Once Stone beat her so badly that she went to the police and they took photographs as evidence, although later she dropped the charges. "I had black eyes and my mouth was swollen and my neck was all bruised and my arms where he'd held me down. The police said the marks on me were similar to the ones on the lady that was found and that's one of the reasons [he was arrested]; they said the marks were too similar. I didn't even know they had kept the photographs."
Stone was born on 7 June 1960. His mother, Jane Standen, has been married four times, and he spent much of his childhood split between her home and that of the man he regarded as father, Peter Stone. There were also other men on the scene. One, Ivor Goodban, is named on Stone's birth certificate as his father.
Of Stone's four brothers and sisters, few will speak of him. Les Goodban, Stone's half-brother, barely admits he is related. "It is as if he has disowned him," said a family source. Stone was closest to his sister Barbara as a child, and he would grow explosively angry in her defence against the emotional and physical abuse that marked the family homes.
From the age of nine he was dabbling in drugs and crime. He soon came to the attention of the local authorities and spent time in at least four children's homes.
He may even have killed before. When he was arrested for the Russell murders he was questioned over the death of a former special constable, Francis Jegou, who died in a knife attack in Maidstone in September 1976, when Stone was 16.
What is known is that from his teens Stone spent most of his time in and out of Borstals, detention centres and jail. He has spent 17 years of his life in various institutions for offences including theft, robbery, malicious wounding and arson.

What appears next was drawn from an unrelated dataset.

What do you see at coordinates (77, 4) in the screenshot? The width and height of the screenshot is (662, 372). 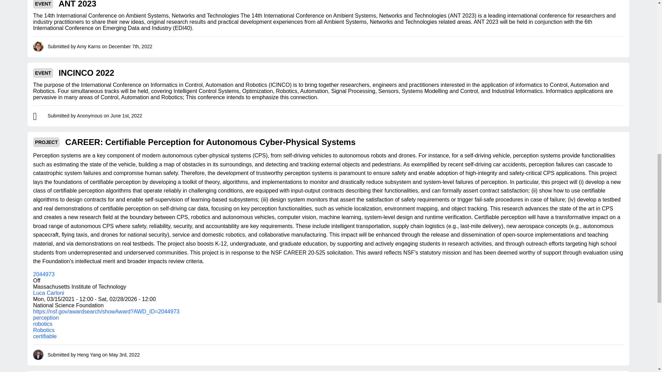 I see `ANT 2023` at bounding box center [77, 4].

In 1983, he was banned for life for possession of firearms and jailed for four and a half years after he stabbed a man then attacked and almost blinded a policeman. Judge Felix Waley said: "I have ... to protect the public from you long enough to give you a chance to mature to some extent so that you are safe when you are out and don't resort to violence which might end with you killing somebody."

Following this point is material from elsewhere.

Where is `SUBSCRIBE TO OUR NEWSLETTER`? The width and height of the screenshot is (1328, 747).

Yet the violence did not end. In 1987, he was sentenced to 10 years for the armed robbery of a building society in Brighton. Stone served five years before being released on parole. In jail he attacked a number of prison officers. He was also receiving attention for a violent personality disorder.
At the end of 1994, at the request of one of the doctors he was seeing, he was sent for assessment to the De La Pole mental-health unit in Hull. After two months he was again considered not to be suffering from a mental illness. Back in Kent he was again an out-patient.
His condition was controlled by regular medical injections, but sent haywire by the illegal drugs he used. "Sometimes his fix of heroin would be more important than getting his other injection," Ms Marcroft said.
On 4 July 1996, he went for an appointment at the Trevor Gibbons unit, where he threatened to kill his probation officer. Shortly before he was arrested for the Russell murders, he threatened to kill his sister Barbara and one of her children and smashed up her car.
But Anne Rafferty QC, the prosecutor during the trial, said that by July 1996 Stone's head had been taken over by thoughts of murder. He was in a "mood to kill". It was the Russells who suffered when Stone - psychotic, neglected and possibly even jealous of the happy family scene he had encountered - finally snapped.
As Stone began his life sentence, many questions about the murders remained unanswered. One detective said: "This is completely unlike any murder I have known in 20 years in the force. It wasn't domestic, it wasn't sexually motivated, it doesn't seem to be just about money. It looks as if Stone is mentally ill, but in one confession in prison he told someone he knew he could get himself nutted off [sectioned] if he was ever charged. It is difficult to know if Stone really has forgotten in a haze of drugs that he did it, and is mentally disturbed, or if he is just truly evil."